Although this experiment seems to have been one of those rare things that could make Adorno sound optimistic (“that would concur with the social prediction that a society, whose inherent contradictions persist undiminished, cannot be totally integrated even in consciousness”), it is possible that there is not an aesthetic structure in each individual’s consciousness, an attitude by which to judge art, and music most specifically. Without knowing that there even is a world surrounding art, how would one go about apprehending its objects?

It is safe to say that the philosophical Aesthetics that pervade Aesthetics and the Sociology of Art could be interpreted as a conversation that illuminates a culture that no longer even knows what art is! A lack, en masse, of individual processes calls out the need for as complicated a structure as is possible to mark art as an impossible dilemma. In this case, vulgar Aestheticians seem to contribute problems (not insight) to the art world, problems that we all seem to be able to process and resolve with relative ease at a subjective level. What truly is difficult is making a generalization about aesthetic attitude, and what constitutes it for individuals.

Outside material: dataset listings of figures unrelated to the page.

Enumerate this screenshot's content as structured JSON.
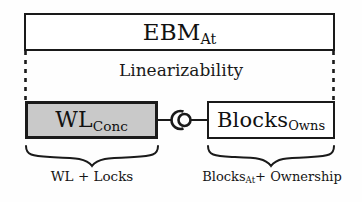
{
  "diagram": {
    "title_box": {
      "name": "EBM",
      "subscript": "At",
      "full_text": "EBM_At"
    },
    "relation_label": "Linearizability",
    "left_component": {
      "name": "WL",
      "subscript": "Conc",
      "full_text": "WL_Conc",
      "fill_color": "#c9c9c9"
    },
    "right_component": {
      "name": "Blocks",
      "subscript": "Owns",
      "full_text": "Blocks_Owns",
      "fill_color": "#ffffff"
    },
    "connector": {
      "kind": "ball-and-socket-interface"
    },
    "left_caption": {
      "text": "WL + Locks",
      "part_a": "WL",
      "operator": "+",
      "part_b": "Locks"
    },
    "right_caption": {
      "part_a": "Blocks",
      "part_a_subscript": "At",
      "operator": "+",
      "part_b": "Ownership",
      "text": "Blocks_At + Ownership"
    },
    "colors": {
      "stroke": "#1a1a1a",
      "background": "#fefefe",
      "shaded_fill": "#c9c9c9"
    }
  }
}
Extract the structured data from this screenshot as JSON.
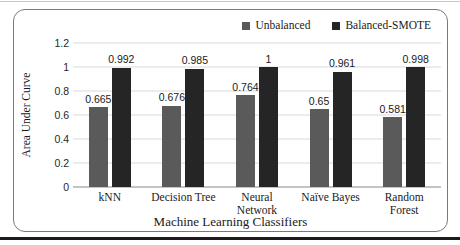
{
  "frame": {
    "panel_border_color": "#7a7a7a",
    "bottom_rule_color": "#1b1b1b",
    "gridline_color": "#d9d9d9",
    "axis_line_color": "#8a8a8a"
  },
  "chart_data": {
    "type": "bar",
    "categories": [
      "kNN",
      "Decision Tree",
      "Neural\nNetwork",
      "Naïve Bayes",
      "Random\nForest"
    ],
    "series": [
      {
        "name": "Unbalanced",
        "color": "#5a5a5a",
        "values": [
          0.665,
          0.676,
          0.764,
          0.65,
          0.581
        ]
      },
      {
        "name": "Balanced-SMOTE",
        "color": "#252525",
        "values": [
          0.992,
          0.985,
          1,
          0.961,
          0.998
        ]
      }
    ],
    "title": "",
    "xlabel": "Machine Learning Classifiers",
    "ylabel": "Area Under Curve",
    "ylim": [
      0,
      1.2
    ],
    "yticks": [
      "0",
      "0.2",
      "0.4",
      "0.6",
      "0.8",
      "1",
      "1.2"
    ],
    "grid": true,
    "legend_position": "top-right",
    "data_labels": true
  }
}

It is this problem, along with Wolff’s interesting conflation of materialist aesthetics with biological essentialisms, which paints the New Left as absurd in the latter half of Aesthetics and the Sociology of Art. Terry Eagleton, in Criticism and Ideology, does not do himself any favors in his essentializing program of literary criticism, even if it does produce interesting analyses and interpretations. The major problem with materialist aesthetics is that no phenomenologist would ever escape material history in a factual assessment of aesthetic values; aesthetics (processes for assembling the necessary information and structures about art) are local, available to individuals as well as social groups called "genres," which are undoubtedly "subsumed under," or established against, Modes of Production. The phenomenologist would be in no position to disavow “vulgar materialists” (as I am wont to call revolutionary materialist aesthetics) in the same way that Eagleton dismisses phenomenology as a vulgar philosophical routine. At the very least, Eagleton can admit, in the formation of his “science of materialist criticism,” that what is at stake for materialist aesthetics is keeping track of those institutions which become reified and get to educate (that is, reproduce ruling ideology) to the masses, what the ruling ideology says that art is, or what artistic practice is (presently, little more than useless garbage assembled by petty-bourgeois twentysomethings to be enjoyed after your 50 hour work week while inebriated).

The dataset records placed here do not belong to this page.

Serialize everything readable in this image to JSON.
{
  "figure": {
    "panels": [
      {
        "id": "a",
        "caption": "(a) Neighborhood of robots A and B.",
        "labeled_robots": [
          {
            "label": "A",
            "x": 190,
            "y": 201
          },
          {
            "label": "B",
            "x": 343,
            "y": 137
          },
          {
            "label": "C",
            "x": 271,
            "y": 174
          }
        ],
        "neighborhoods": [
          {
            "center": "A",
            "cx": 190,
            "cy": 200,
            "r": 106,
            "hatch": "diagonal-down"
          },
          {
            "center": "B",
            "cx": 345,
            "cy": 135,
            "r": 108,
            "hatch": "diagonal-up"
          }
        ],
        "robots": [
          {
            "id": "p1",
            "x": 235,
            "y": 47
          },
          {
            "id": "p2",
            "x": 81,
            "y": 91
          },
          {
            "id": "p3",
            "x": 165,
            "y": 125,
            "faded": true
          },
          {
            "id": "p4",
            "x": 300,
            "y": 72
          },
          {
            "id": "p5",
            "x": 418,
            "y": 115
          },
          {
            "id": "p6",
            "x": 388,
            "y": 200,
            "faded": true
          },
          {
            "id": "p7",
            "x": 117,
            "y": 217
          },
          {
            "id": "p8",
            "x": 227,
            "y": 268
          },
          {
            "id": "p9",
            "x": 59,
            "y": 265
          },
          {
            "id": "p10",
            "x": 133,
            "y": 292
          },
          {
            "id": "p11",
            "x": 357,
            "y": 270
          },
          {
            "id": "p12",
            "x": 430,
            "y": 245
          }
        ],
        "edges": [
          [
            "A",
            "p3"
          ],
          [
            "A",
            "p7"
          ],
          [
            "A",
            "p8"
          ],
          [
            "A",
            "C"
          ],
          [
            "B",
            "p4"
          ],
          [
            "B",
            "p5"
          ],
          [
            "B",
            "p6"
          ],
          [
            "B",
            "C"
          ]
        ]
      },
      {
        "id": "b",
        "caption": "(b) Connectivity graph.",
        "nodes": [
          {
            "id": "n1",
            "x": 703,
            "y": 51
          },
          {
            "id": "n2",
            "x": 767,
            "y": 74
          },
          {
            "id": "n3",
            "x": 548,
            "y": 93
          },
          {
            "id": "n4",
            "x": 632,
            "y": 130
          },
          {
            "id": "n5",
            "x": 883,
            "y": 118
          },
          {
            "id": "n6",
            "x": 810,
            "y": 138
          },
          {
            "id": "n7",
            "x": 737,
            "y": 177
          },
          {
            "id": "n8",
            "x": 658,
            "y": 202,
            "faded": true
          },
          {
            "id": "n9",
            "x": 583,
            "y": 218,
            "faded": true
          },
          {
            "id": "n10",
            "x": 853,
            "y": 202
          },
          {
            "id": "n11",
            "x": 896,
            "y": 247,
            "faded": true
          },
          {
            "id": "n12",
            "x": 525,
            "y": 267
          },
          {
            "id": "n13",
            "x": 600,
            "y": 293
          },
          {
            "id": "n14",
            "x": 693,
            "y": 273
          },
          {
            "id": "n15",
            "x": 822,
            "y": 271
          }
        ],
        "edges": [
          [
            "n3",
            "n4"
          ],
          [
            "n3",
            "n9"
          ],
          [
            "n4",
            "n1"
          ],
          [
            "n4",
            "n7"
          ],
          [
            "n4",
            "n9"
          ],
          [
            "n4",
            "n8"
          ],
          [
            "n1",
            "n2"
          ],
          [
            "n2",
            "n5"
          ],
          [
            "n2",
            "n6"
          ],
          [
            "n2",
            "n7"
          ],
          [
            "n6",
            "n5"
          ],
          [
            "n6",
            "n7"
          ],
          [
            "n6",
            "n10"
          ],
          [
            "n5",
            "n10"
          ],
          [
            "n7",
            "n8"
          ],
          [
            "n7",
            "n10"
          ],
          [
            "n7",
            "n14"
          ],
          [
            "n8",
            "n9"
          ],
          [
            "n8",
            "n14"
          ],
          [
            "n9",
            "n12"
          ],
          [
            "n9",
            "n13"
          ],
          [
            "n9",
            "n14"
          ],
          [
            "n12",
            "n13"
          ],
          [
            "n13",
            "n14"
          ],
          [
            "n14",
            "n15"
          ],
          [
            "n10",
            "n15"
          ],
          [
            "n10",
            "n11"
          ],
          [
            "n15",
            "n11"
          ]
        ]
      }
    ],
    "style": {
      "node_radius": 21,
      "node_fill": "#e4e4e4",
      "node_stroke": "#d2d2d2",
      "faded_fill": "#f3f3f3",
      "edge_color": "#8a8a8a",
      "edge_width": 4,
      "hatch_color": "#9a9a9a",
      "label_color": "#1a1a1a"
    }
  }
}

The complications of aesthetics are uninteresting to someone who tries to explore their own process of assigning aesthetic value; this is the most universal generalization to be had in the realm of aesthetics. Someone with zero technical knowledge about aesthetics (which philosophy has convolved beyond recognition, garnering this result for Western culture in toto) may or may not have an aesthetic attitude with which they can access art objects. Wolff’s conclusion is that art should be seen (for now, 1983) as inaccessible to sociology, since sociology (proper) requires a solid theoretical basis from which to work. And thus, aesthetics and the entirety of the humanities seem to be in the same place that Engels found historical materialism in an 1894 letter: “The further the particular sphere which we are investigating is removed from the economic sphere and approaches that of pure abstract ideology, the more shall we find it exhibiting accidents in its development, the more will its curve run zigzag.”